The budget, adopted on the final day of the board’s weeklong regular mid-winter meeting, reflects the massive increase in the volume of immigration expected from the Soviet Union during the remainder of this year.

More than 8,000 Soviet immigrants arrived from Jan. 1 through Feb. 21. An influx of 10,000 a month is expected by June, if adequate transportation is available, agency officials said.

Vice Premier Shimon Peres, one of the main speakers at the closing session, predicted that the Soviet authorities would approve direct flights from Moscow to Tel Aviv as diplomatic relations improve between Israel and the Soviet Union.

That, in turn, depends on positive developments in the peace process, Peres stressed. “Peace and immigration are complementary, not contradictory,” he added.

The chairman of the Board of Governors, Mendel Kaplan, painted a rosy picture of absorption prospects for Soviet olim.

“There has never been a more effective framework for absorption,” Kaplan said in an interview with the Jewish Telegraphic Agency.

The ministerial aliyah committee is working “very well,” and there is full cooperation between all the parties involved in aliyah, he said.

Kaplan said one of the keys to successful absorption is decentralization and privatization. He explained that every immigrant family receives the equivalent of $11,000 a year to purchase the necessary goods to start a new life.

35,000 IMMIGRANTS PROCESSED

The ultimate proof that direct absorption is working, said Kaplan, is that there are still 1,000 vacancies at the absorption centers, even though 35,000 immigrants will have been processed by the end of the current fiscal year on March 31, almost double the annual number in previous years.

He stressed, however, that continued success depends on three factors: the availability of housing; the strengthening of social services; and the creation of employment opportunities.

The last is the most problematic, Kaplan admitted. He recommended that job opportunities be tailored to the specific talents and skills offered by Soviet Jews.

Kaplan, nevertheless, is optimistic.
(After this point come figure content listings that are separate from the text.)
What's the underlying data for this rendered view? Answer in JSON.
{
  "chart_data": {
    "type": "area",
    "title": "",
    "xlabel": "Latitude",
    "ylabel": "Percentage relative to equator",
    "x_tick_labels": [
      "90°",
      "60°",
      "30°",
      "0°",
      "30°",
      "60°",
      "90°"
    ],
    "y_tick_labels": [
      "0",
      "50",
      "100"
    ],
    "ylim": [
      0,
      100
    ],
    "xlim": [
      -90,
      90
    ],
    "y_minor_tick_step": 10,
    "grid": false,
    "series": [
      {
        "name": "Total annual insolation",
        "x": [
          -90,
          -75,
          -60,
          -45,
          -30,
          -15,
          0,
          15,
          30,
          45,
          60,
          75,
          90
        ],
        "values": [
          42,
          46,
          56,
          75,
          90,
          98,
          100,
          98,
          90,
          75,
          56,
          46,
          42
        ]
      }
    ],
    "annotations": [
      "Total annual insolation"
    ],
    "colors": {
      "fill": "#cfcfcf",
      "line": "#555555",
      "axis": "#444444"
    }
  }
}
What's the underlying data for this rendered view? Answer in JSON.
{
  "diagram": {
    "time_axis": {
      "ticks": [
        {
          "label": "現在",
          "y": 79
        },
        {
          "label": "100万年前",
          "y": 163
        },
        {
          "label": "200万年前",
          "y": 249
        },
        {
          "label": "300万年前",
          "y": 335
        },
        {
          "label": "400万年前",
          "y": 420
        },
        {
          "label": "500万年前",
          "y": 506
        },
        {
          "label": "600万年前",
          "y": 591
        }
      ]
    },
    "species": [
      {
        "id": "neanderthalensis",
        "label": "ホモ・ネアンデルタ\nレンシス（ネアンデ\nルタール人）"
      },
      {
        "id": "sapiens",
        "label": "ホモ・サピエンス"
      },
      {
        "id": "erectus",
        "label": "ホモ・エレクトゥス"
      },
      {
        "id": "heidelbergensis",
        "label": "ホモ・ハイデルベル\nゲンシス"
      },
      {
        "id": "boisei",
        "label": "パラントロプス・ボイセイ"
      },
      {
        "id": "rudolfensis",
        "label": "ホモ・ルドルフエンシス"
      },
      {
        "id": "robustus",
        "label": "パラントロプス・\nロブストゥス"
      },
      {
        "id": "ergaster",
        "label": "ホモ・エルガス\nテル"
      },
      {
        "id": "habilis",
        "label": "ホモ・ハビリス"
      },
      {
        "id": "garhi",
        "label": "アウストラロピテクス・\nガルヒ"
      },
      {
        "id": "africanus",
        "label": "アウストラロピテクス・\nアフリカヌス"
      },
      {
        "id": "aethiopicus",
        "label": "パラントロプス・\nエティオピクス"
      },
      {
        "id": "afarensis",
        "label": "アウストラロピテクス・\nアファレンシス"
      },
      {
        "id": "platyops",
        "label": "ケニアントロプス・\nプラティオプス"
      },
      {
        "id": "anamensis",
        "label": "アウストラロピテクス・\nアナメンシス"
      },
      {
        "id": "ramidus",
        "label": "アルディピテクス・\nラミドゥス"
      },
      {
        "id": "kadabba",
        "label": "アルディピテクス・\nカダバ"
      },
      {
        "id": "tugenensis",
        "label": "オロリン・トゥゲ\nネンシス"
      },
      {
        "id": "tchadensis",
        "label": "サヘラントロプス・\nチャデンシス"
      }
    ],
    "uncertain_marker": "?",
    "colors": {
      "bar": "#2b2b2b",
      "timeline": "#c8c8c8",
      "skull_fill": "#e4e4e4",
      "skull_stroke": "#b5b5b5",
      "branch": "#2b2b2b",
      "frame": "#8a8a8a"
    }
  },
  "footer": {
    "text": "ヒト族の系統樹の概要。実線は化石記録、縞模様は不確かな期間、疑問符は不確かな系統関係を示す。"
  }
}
He believes the construction industry will be boosted by housing starts — some 25 projects this year — and that the increased purchasing power of the immigrants will benefit the entire economy.

Of the $606 million budget for the 1990 fiscal year, which begins April 1, $200 million will go to the Immigration and Absorption Department.

Together with funds from other departments directed toward absorption needs, a full 70 percent of the agency’s budget will go for that purpose, Kaplan said, three times more than was spent in the past.

Kaplan dismissed suggestions that American Jewry has been slow to respond to the challenge of the immigration wave. “It took Israelis until December to understand the scope of this aliyah, so it took the Diaspora another month,” he said.